Local authorities are using a range of measures to increase school lunch take-up. They include: improving dining areas to make them more attractive to eat in; creating promotional materials on nutrition and healthy lifestyles, and involving parents in activities such as tasting sessions for the new food.
This Government are offering an unprecedented £477-million package of support to help schools and local authorities improve school food and increase take-up.
A recent BBC survey showed that the take-up of healthy school food was falling. Will my hon. Friend consider the eat well, do well scheme in Hull, which introduced free healthy school meals in all our primary schools and special schools and led to doubling the take-up? In some schools, more than 90 per cent. of children have taken up the healthy school meals option.
My hon. Friend makes a good point about what Labour-run Hull chose to do in 2004—it was ahead of the game. I accept her general comments about take-up and the BBC survey. However, although we accept that there are problems with take-up, which we anticipated two-and-a-half months into the new standards, we are in this for the long-term and we believe that we will make a difference to take-up. The BBC survey had 59 responses out of 150 local authorities, of which approximately 35 had experienced problems with take-up. That means that 115 did not respond to say that they had problems with it. Having said that, I understand that we need to work on the matter. We are therefore doing a great deal with pupils, schools and parents to ensure that take-up increases.

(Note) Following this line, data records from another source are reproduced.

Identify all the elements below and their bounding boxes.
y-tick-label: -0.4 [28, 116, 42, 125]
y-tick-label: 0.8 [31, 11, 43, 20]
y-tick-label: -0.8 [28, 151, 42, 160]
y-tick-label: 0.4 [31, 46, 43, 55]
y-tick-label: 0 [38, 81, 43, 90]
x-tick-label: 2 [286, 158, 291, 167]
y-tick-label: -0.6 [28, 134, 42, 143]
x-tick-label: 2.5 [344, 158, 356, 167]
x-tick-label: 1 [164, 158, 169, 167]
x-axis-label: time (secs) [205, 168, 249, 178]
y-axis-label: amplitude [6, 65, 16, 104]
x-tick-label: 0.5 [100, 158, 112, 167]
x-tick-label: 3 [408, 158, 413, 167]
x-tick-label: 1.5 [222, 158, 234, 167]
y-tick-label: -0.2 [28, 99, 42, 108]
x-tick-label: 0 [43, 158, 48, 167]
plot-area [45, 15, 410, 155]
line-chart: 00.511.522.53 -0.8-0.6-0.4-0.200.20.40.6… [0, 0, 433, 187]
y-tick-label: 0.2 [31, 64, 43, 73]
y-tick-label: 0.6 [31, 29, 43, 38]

Is the Minister aware of the excellent work being done by the British Pig Executive—BPEX—to promote the uses of pork as a nutritious, low-fat food? Could he spare 30 minutes to meet representatives of BPEX to discuss how pork could be more widely used in our schools, which would be welcomed by the award-winning pig farmers of South Norfolk and elsewhere?
That is a very good local press release for the hon. Gentleman—I congratulate him on that. I would be delighted to meet him and his constituents, perhaps over a bacon sandwich. The interesting underlying point here is that the School Food Trust is doing important work in relation to balanced food in our schools. We are putting about £477 million into this project between now and 2011 and, for the first time since the 1960s, we are seeing a subsidy on school food, which is very important.
I do not know where the Minister was at quarter to 7 this morning, but if he was watching television he would have seen an outside broadcast featuring the catering staff of the City of Leicester college. The training of such staff is crucial to the take-up of healthy school meals. Catering staff in my area—at least 40 per cent. of whom are in the private sector—are worried by the lack of a common approach by employers towards paid leave for attending the relevant vocational and training courses. Will the Minister assure me and those members of staff that they will not lose pay when they attend such courses? That is important to the individuals concerned, and to the take-up of healthy school meals.
I assure my hon. Friend that I was watching the “Breakfast” news programme this morning, and I saw some of the excellent work that is being done. The staff at the City of Leicester college was one of the areas that was highlighted, so well done to them. My hon. Friend will be aware that we are setting aside £2 million for regional training centres to help catering staff to get skilled up to the levels that we require. We are also introducing new national vocational qualifications at level 1 and level 2 to assist this process. My hon. Friend makes an interesting point about staff being able to take time off to attend classes. I am certainly of the view that most good employers would agree that their staff should be able to get skilled up in the work place in order to make their contribution to healthier school food.
There are 4.6 million children who decide not to take school meals—healthy or otherwise. Perhaps they prefer to eat bacon sandwiches, in support of the hon. Member for South Norfolk (Mr. Bacon). Does the Minister accept that, while schools have a right and a duty to inform parents of the healthy options for packed lunches, principals and teachers do not have a duty to act as food police, to remove items from lunch boxes or to deny youngsters the opportunity to eat their packed lunches on school premises just because the principal deems them to be unhealthy?
It is not part of our plan to ban packed lunches, but head teachers and teachers in many schools take a responsible role in helping to educate children about quality food in their packed lunches. An important part of what we are trying to do is to get the message across to children, not least through the entitlement to learn to cook a nutritional meal by the age of 16. It is important, however, in handing down that education to the children, that the message also gets back to the parents. Parents have an important role to play, not least in raising the take-up of healthy school meals.
The Minister just mentioned children’s entitlement to learn to cook a nutritional meal by the age of 16. In that context, will he have another look at food technology in the curriculum? Rather than teaching our children how to design a Mars bar, perhaps we could teach them how to cook a shepherd’s pie.
My hon. Friend makes a good point. We are working on this with the School Food Trust. I understand that about 70 per cent. of schools offer food technology lessons. We will also be working with extended schools to ensure that there is an entitlement for all children to be able to learn to cook a quality meal—not just with Mars bars, but with healthy, nutritional food—by the age of 16.